Odyssey of Love: Liszt and his women

Lucy Parham has carved out a unique concert-hall slot with her words-and-music portraits of the lives (and loves) of the great pianist-composers: Schumann, Chopin, Debussy, and now Liszt. To achieve this requires multiple artistic and organisational skills – researching and compiling the texts, securing the services of top-flight actors to narrate, devising the music to fit, and performing this herself. Despite the title, there’s nothing remotely sensation-seeking about the contents of this release.

Our rating

4

Published: July 31, 2015 at 12:48 pm

COMPOSERS: Liszt
LABELS: Deux-Elles
ALBUM TITLE: Odyssey of Love: Liszt and his women
WORKS: Piano works by Liszt, plus readings from letters and diaries
PERFORMER: Lucy Parham (piano); Juliet Stevenson & Henry Goodman (narrators)
CATALOGUE NO: DXL 1156

Lucy Parham has carved out a unique concert-hall slot with her words-and-music portraits of the lives (and loves) of the great pianist-composers: Schumann, Chopin, Debussy, and now Liszt. To achieve this requires multiple artistic and organisational skills – researching and compiling the texts, securing the services of top-flight actors to narrate, devising the music to fit, and performing this herself. Despite the title, there’s nothing remotely sensation-seeking about the contents of this release. On the contrary, Liszt emerges as the contradictory and likeable individual that he clearly was – a phenomenon whose personality, like his music, combined spectacle with reflectiveness and, in his later years, much melancholy.

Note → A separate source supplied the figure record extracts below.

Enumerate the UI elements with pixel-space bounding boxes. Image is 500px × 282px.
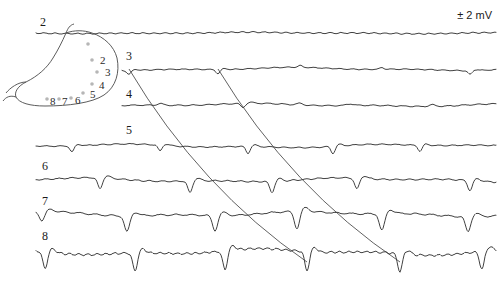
trace-channel-6 xyxy=(36,176,496,193)
electrode-label-5: 5 xyxy=(90,88,96,100)
trace-canvas: 23456782345678 xyxy=(0,0,500,282)
electrode-label-2: 2 xyxy=(100,54,106,66)
channel-label-2: 2 xyxy=(40,15,46,29)
channel-label-3: 3 xyxy=(126,49,132,63)
electrode-dot-extra-7 xyxy=(86,42,90,46)
trace-channel-3 xyxy=(122,65,496,74)
propagation-line-1 xyxy=(129,69,307,262)
channel-label-4: 4 xyxy=(126,87,132,101)
trace-channel-2 xyxy=(36,32,496,35)
trace-channel-7 xyxy=(36,207,496,231)
electrode-dot-6 xyxy=(69,96,73,100)
pylorus-line xyxy=(3,96,16,101)
electrode-dot-4 xyxy=(90,82,94,86)
electrode-dot-3 xyxy=(95,70,99,74)
electrode-dot-8 xyxy=(45,97,49,101)
electrode-dot-2 xyxy=(90,58,94,62)
trace-channel-8 xyxy=(36,245,496,272)
electrode-label-3: 3 xyxy=(105,66,111,78)
electrode-dot-7 xyxy=(57,97,61,101)
channel-label-7: 7 xyxy=(42,194,48,208)
channel-label-8: 8 xyxy=(42,229,48,243)
electrode-label-7: 7 xyxy=(62,95,68,107)
electrode-label-6: 6 xyxy=(75,94,81,106)
trace-channel-5 xyxy=(36,143,496,153)
scale-bar-label: ± 2 mV xyxy=(457,9,492,21)
channel-label-5: 5 xyxy=(126,123,132,137)
electrode-label-8: 8 xyxy=(50,95,56,107)
channel-label-6: 6 xyxy=(42,159,48,173)
electrode-label-4: 4 xyxy=(99,79,105,91)
trace-channel-4 xyxy=(122,102,496,108)
electrode-dot-5 xyxy=(81,91,85,95)
propagation-line-2 xyxy=(218,69,400,262)
electrophysiology-figure: 23456782345678 xyxy=(0,0,500,282)
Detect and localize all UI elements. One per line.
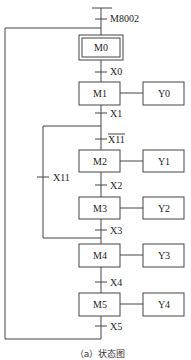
transition-label-m8002: M8002: [110, 13, 139, 24]
state-label-m4: M4: [93, 250, 107, 261]
skip-branch-line: [43, 126, 101, 238]
transition-label-x5: X5: [110, 321, 122, 332]
state-label-m5: M5: [93, 299, 107, 310]
transition-label-x11-not: X11: [108, 134, 125, 145]
transition-label-x1: X1: [110, 108, 122, 119]
transition-label-x0: X0: [110, 66, 122, 77]
transition-label-x2: X2: [110, 180, 122, 191]
state-diagram: M8002 X0 X1 X11 X11 X2 X3 X4 X5 M0 M1 Y0…: [0, 0, 191, 360]
state-label-m1: M1: [93, 88, 107, 99]
action-label-y3: Y3: [158, 250, 170, 261]
transition-label-x4: X4: [110, 277, 122, 288]
figure-caption: （a）状态图: [75, 348, 126, 359]
action-label-y4: Y4: [158, 299, 170, 310]
action-label-y1: Y1: [158, 156, 170, 167]
loop-back-line: [5, 28, 101, 339]
state-label-m2: M2: [93, 156, 107, 167]
action-label-y2: Y2: [158, 203, 170, 214]
state-label-m0: M0: [94, 42, 108, 53]
state-label-m3: M3: [93, 203, 107, 214]
transition-label-x3: X3: [110, 225, 122, 236]
action-label-y0: Y0: [158, 88, 170, 99]
transition-label-x11-skip: X11: [53, 172, 70, 183]
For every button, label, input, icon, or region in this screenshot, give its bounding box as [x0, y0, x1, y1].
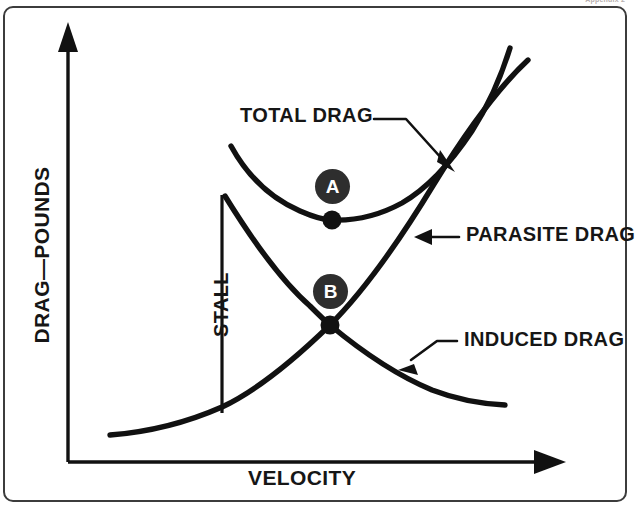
chart-border-panel [3, 6, 627, 502]
induced-drag-label: INDUCED DRAG [464, 328, 624, 351]
appendix-header-note: Appendix 2 [585, 0, 625, 3]
marker-badge-b: B [313, 274, 348, 309]
total-drag-label: TOTAL DRAG [240, 104, 373, 127]
x-axis-label: VELOCITY [248, 466, 356, 490]
parasite-drag-label: PARASITE DRAG [466, 223, 635, 246]
marker-badge-a: A [315, 169, 350, 204]
y-axis-label: DRAG—POUNDS [30, 155, 54, 355]
stall-label: STALL [210, 249, 233, 361]
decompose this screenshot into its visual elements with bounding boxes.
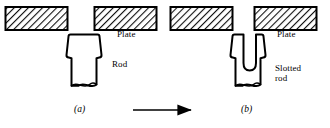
plate-left-b — [171, 7, 233, 30]
label-plate-panel-b: Plate — [277, 30, 296, 40]
label-plate-panel-a: Plate — [117, 30, 136, 40]
rod-solid — [66, 35, 101, 87]
panel-a-group — [6, 7, 157, 86]
plate-right-b — [255, 7, 317, 30]
rod-slotted — [230, 35, 265, 87]
label-rod-panel-a: Rod — [112, 60, 127, 70]
figure-container: Plate Rod Plate Slotted rod (a) (b) — [0, 0, 330, 128]
plate-right-a — [95, 7, 157, 30]
panel-caption-b: (b) — [241, 104, 252, 114]
plate-left-a — [6, 7, 68, 30]
panel-caption-a: (a) — [74, 104, 85, 114]
label-slotted-rod-panel-b: Slotted rod — [275, 64, 301, 83]
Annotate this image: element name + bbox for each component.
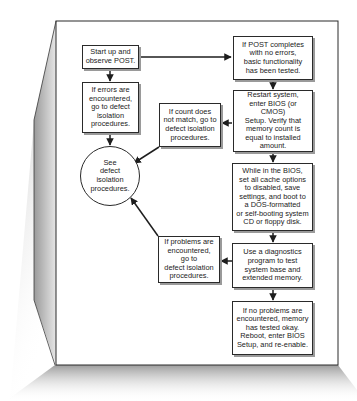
node-no-problems-text: If no problems are encountered, memory h… [237,307,309,350]
flowchart-page: Start up and observe POST. If errors are… [0,0,357,401]
node-count-mismatch-text: If count does not match, go to defect is… [164,108,217,142]
node-start-text: Start up and observe POST. [86,48,136,65]
node-problems: If problems are encountered, go to defec… [158,236,220,283]
node-start: Start up and observe POST. [82,45,139,69]
node-restart-text: Restart system, enter BIOS (or CMOS) Set… [236,91,310,151]
node-see-defect-text: See defect isolation procedures. [90,159,129,193]
node-restart: Restart system, enter BIOS (or CMOS) Set… [233,90,313,152]
node-no-problems: If no problems are encountered, memory h… [232,301,313,355]
node-bios-cache: While in the BIOS, set all cache options… [232,163,313,231]
node-diagnostics-text: Use a diagnostics program to test system… [242,248,303,282]
node-post-ok-text: If POST completes with no errors, basic … [242,41,304,75]
page-bottom-shadow [10,365,357,401]
node-see-defect: See defect isolation procedures. [80,146,140,206]
node-count-mismatch: If count does not match, go to defect is… [159,103,221,147]
node-errors: If errors are encountered, go to defect … [82,82,139,133]
node-post-ok: If POST completes with no errors, basic … [233,36,313,80]
node-bios-cache-text: While in the BIOS, set all cache options… [236,167,308,227]
node-problems-text: If problems are encountered, go to defec… [164,238,213,281]
node-errors-text: If errors are encountered, go to defect … [89,86,132,129]
node-diagnostics: Use a diagnostics program to test system… [232,243,313,288]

Henry Goodman and Juliet Stevenson excel in their spoken portrayals of the man himself and of the two high-octane leading ladies in his life, Countess Marie d’Agoult and Princesse Carolyne Sayn-Wittgenstein. Linking the readings, Parham’s playing searches out a memorable strand of lyrical artistry and tonal loveliness (beautifully recorded in Suffolk’s Potton Hall). There are no dud interpretations, and the best – Petrarch Sonnet No. 104, Un Sospiro – could hold their own pretty much anywhere. Although stretched a little by the relentless technical demands of Chasse-Neige, Parham nonetheless brings out all its haunting poetry – a quality she also finds in the sparer, late-Liszt sound-world of Sancta Dorothea and Am Grabe Richard Wagners.